Suffering a senior moment? It might be lack of vitamin D

Forget your keys recently, can’t remember where you put your reading glasses and feeling a little blue? It could be that you’re not getting enough vitamin D. Researchers at the School of Medicine studying the effects of vitamin D deficiency on the elderly have found a correlation of mild depression and forgetfulness with low levels of vitamin D.

School of Medicine donates texts to hospital in Sudan

School of Medicine clinical faculty and staff recently collected more than 1,500 medical textbooks to be donated to the Lui Hospital in Sudan, located in the war zone of southern Sudan. The staff who work there rely on outdated medical references, some dating back to the 1930s.

Nanoparticles help detect disease and deliver drugs with pinpoint accuracy

Researchers at Washington University School of Medicine in St. Louis are studying military-like techniques to detect and destroy deadly pathogens, including cancerous tumors. Nanoparticles, invisible to the human eye, operate much like a laser-guided missile within the body. They are able to locate and even deliver medication directly to diseased areas with great accuracy in the laboratory. The researchers will soon begin testing the nanoparticles in human clinical trials.

Cancer patients and families tells stories of love, survival

Photo by Robert Cohen/St. Louis Post-DispatchKathy and Natalie Ferrara prepare dinner. The Ferraras will be interviewed Friday by StoryCorps about Kathy surviving colon cancer.Three years ago, Kathy Ferrara was faced with the heartbreaking task of telling her children she had cancer. She carefully planned her message. Next week, Ferrara and her daughter Natalie will sit in a quiet room at the Siteman Cancer Center at Barnes-Jewish Hospital and talk in-depth about when mom found out she had Stage 2 colon cancer and cellular tests revealed a high risk for recurrence. The conversation will be recorded by StoryCorps, a nonprofit organization in Brooklyn that’s constructing one of the largest oral history projects of its kind.

Memorial service for Nassief May 9

A memorial service for Abdullah M. Nassief, M.D., associate professor of neurology, will be held at 1 p.m. May 9 in Connor Auditorium in the Farrell Learning and Teaching Center at the School of Medicine. Friends, colleagues, patients and former students are all invited to remember his extraordinary life.

Conference to focus on art, aging

The Harvey A. Friedman Center for Aging is hosting the 2009 Friedman Conference April 21 at the Eric P. Newman Education Center from 8:30 a.m.-1 p.m. The conference, titled “In the Words of the Artist: The Influence of Age on Creativity and Expression,” focuses on the ways artists experience the aging process and how it affects creativity and expression.

Device could aid those with balance problems

To stand, walk, run or ride a bike, people rely greatly on the sensory apparatus of the vestibular system located in the inner ears. Two million people in the United States live with chronic imbalance as the result of vestibular system malfunction. Joel Goebel, M.D., director of the Dizziness and Balance Center at the School of Medicine, wanted to help people with vestibular malfunction better navigate through their surroundings. So he collaborated on building a device, worn on the head, that alerts wearers that they are leaning so they can upright themselves.

Symposium draws top geneticists to discuss unique aspects of human DNA

A March 30th symposium will commemorate the 200th anniversary of Charles Darwin’s birth by bringing together four leading geneticists whose research focuses on defining the DNA changes that distinguish humans from our closest evolutionary relatives, the non-human primates.

Grad student’s kidney gives life to stranger

Last year, Chuck Rickert, a fifth-year student in the M.D./Ph.D. program at the School of Medicine, heard a show about kidney donation on National Public Radio’s “Talk of the Nation.” One of the callers, a man in his 50s on dialysis, said his blood type did not match any friends or family, and his only option for a new kidney was to wait for something bad to happen to a younger person. The distressed man’s call stuck with Rickert, who eventually decided to anonymously donate one of his own kidneys.

Brain cells’ hidden differences linked to potential cancer risk

Brain cells long lumped into the same category have hidden differences that may contribute to the formation of tumors, according to a new study from researchers at the School of Medicine. Scientists showed that brain cells known as astrocytes make use of different genes depending on what region of the mouse brain they came from. These differences are too subtle to overtly mark them as distinct cell types, but substantial enough to make it easier for the cells to multiply more in response to genetic changes that increase cancer risk.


EXERCISE REQUIREMENTS
From the records below, output exactly the lines starting at the line with "Describe the element at coordinates (466, 117)" and ending at the line with "The height and", both of them included, but no pictures.
=-=-=-=-=
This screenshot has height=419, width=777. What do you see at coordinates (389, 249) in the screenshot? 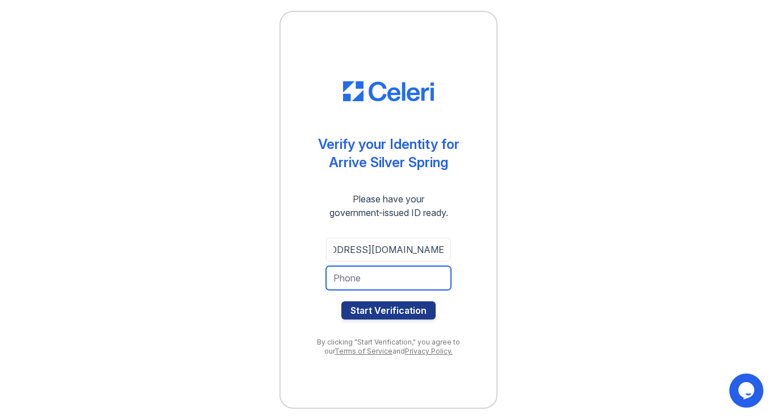
I see `input: Email` at bounding box center [389, 249].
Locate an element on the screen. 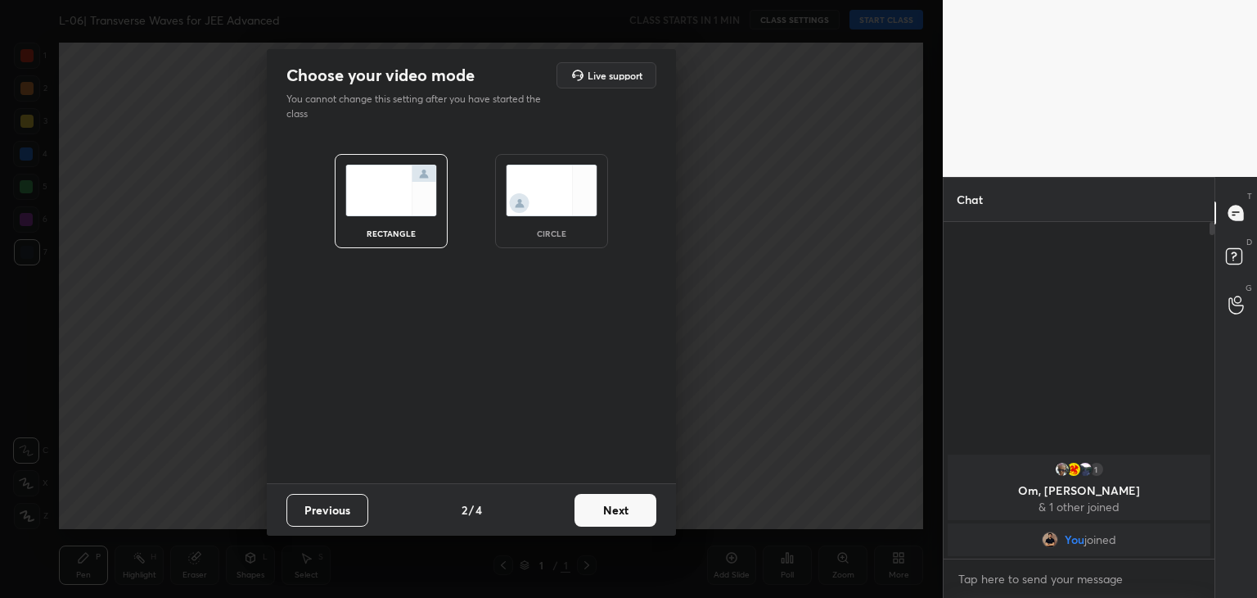 The image size is (1257, 598). p: G is located at coordinates (1249, 287).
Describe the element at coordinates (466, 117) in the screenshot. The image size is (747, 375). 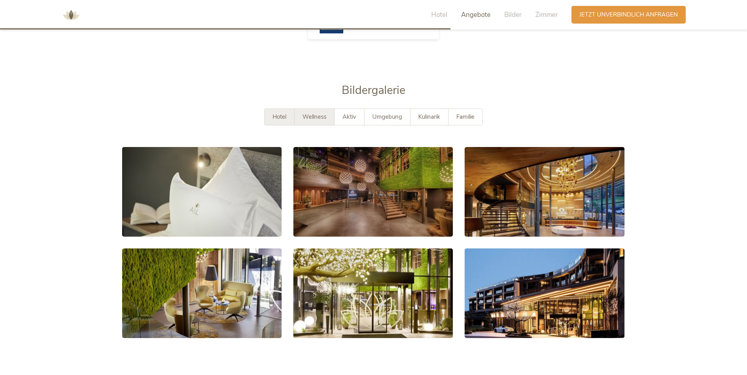
I see `span: Familie` at that location.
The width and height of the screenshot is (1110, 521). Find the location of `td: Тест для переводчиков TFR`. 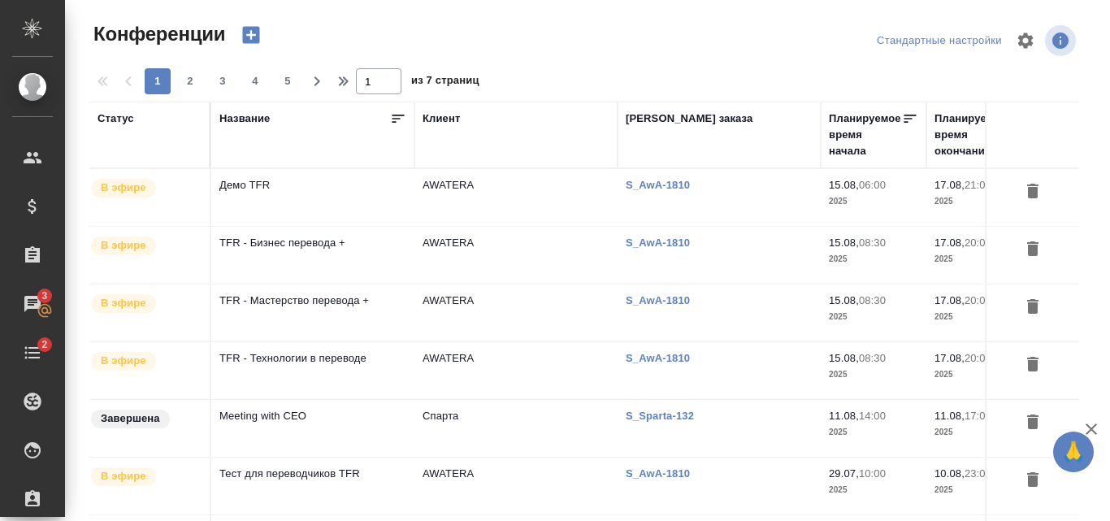

td: Тест для переводчиков TFR is located at coordinates (313, 486).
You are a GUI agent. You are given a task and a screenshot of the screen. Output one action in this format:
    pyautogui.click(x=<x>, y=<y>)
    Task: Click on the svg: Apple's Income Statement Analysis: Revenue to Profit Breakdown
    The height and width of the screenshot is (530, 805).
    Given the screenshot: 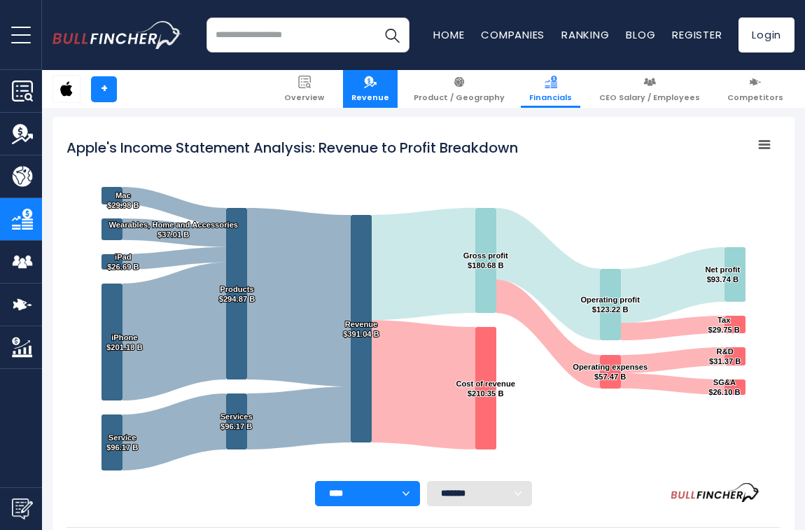 What is the action you would take?
    pyautogui.click(x=424, y=306)
    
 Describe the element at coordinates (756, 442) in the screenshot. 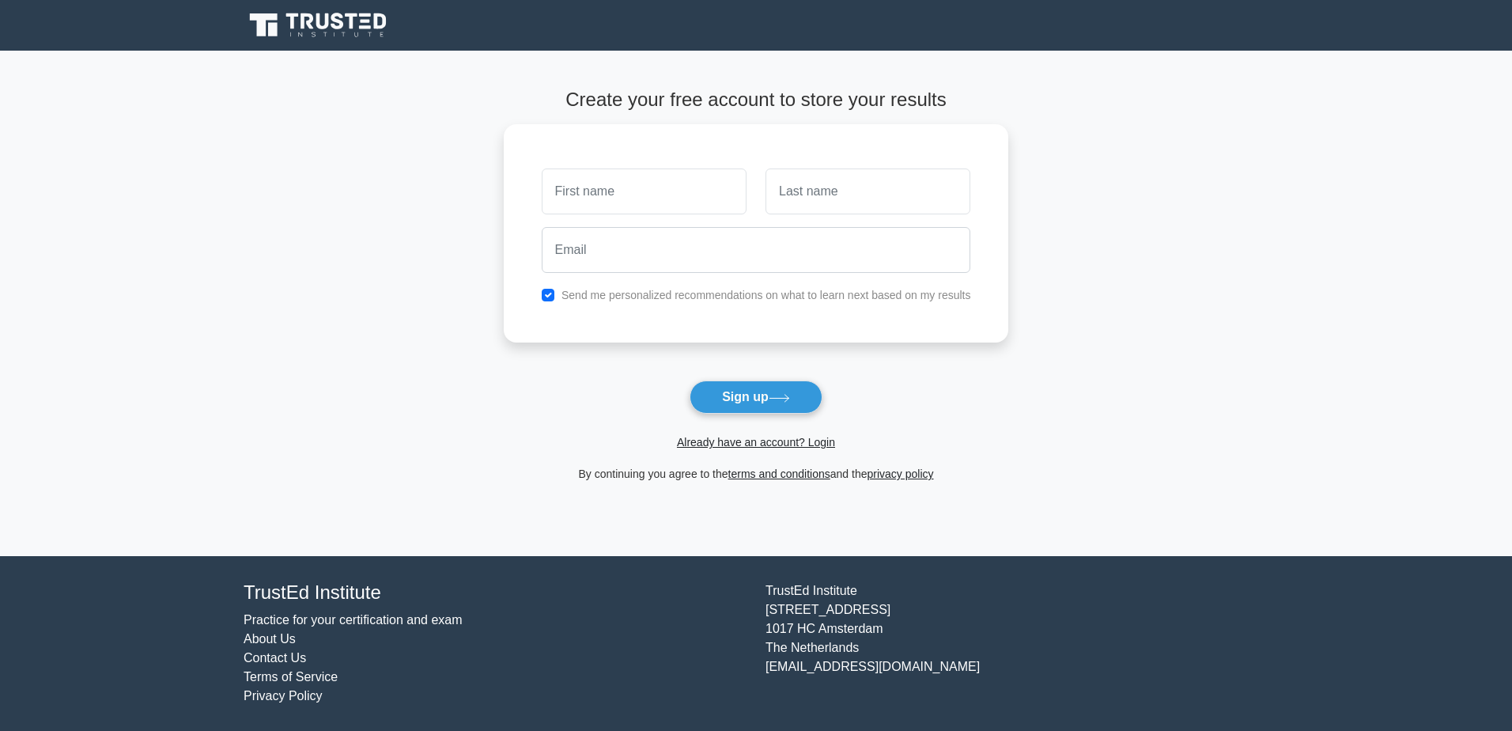

I see `a: Already have an account? Login` at that location.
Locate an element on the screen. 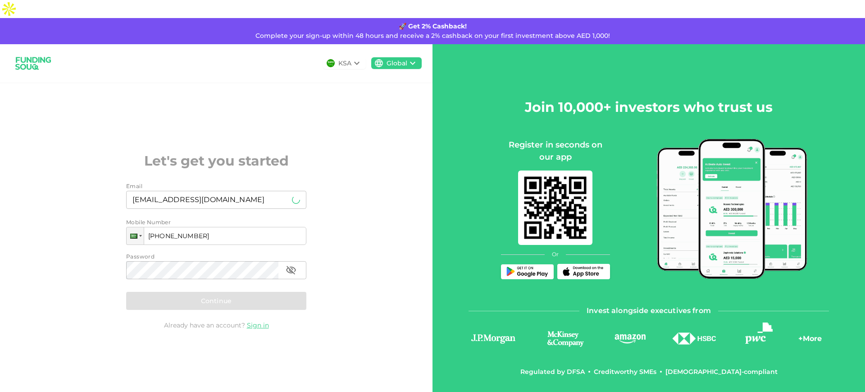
=-=-=-=-=
EXPECTED ANSWER
Describe the element at coordinates (466, 117) in the screenshot. The image size is (747, 375). 
I see `span: Familie` at that location.
The width and height of the screenshot is (1110, 521). Find the location of `td: Тест для переводчиков TFR`. 

td: Тест для переводчиков TFR is located at coordinates (313, 486).
You are a GUI agent. You are given a task and a screenshot of the screen. Output one action in this format:
    pyautogui.click(x=<x>, y=<y>)
    Task: Click on the svg: Apple's Income Statement Analysis: Revenue to Profit Breakdown
    The height and width of the screenshot is (530, 805).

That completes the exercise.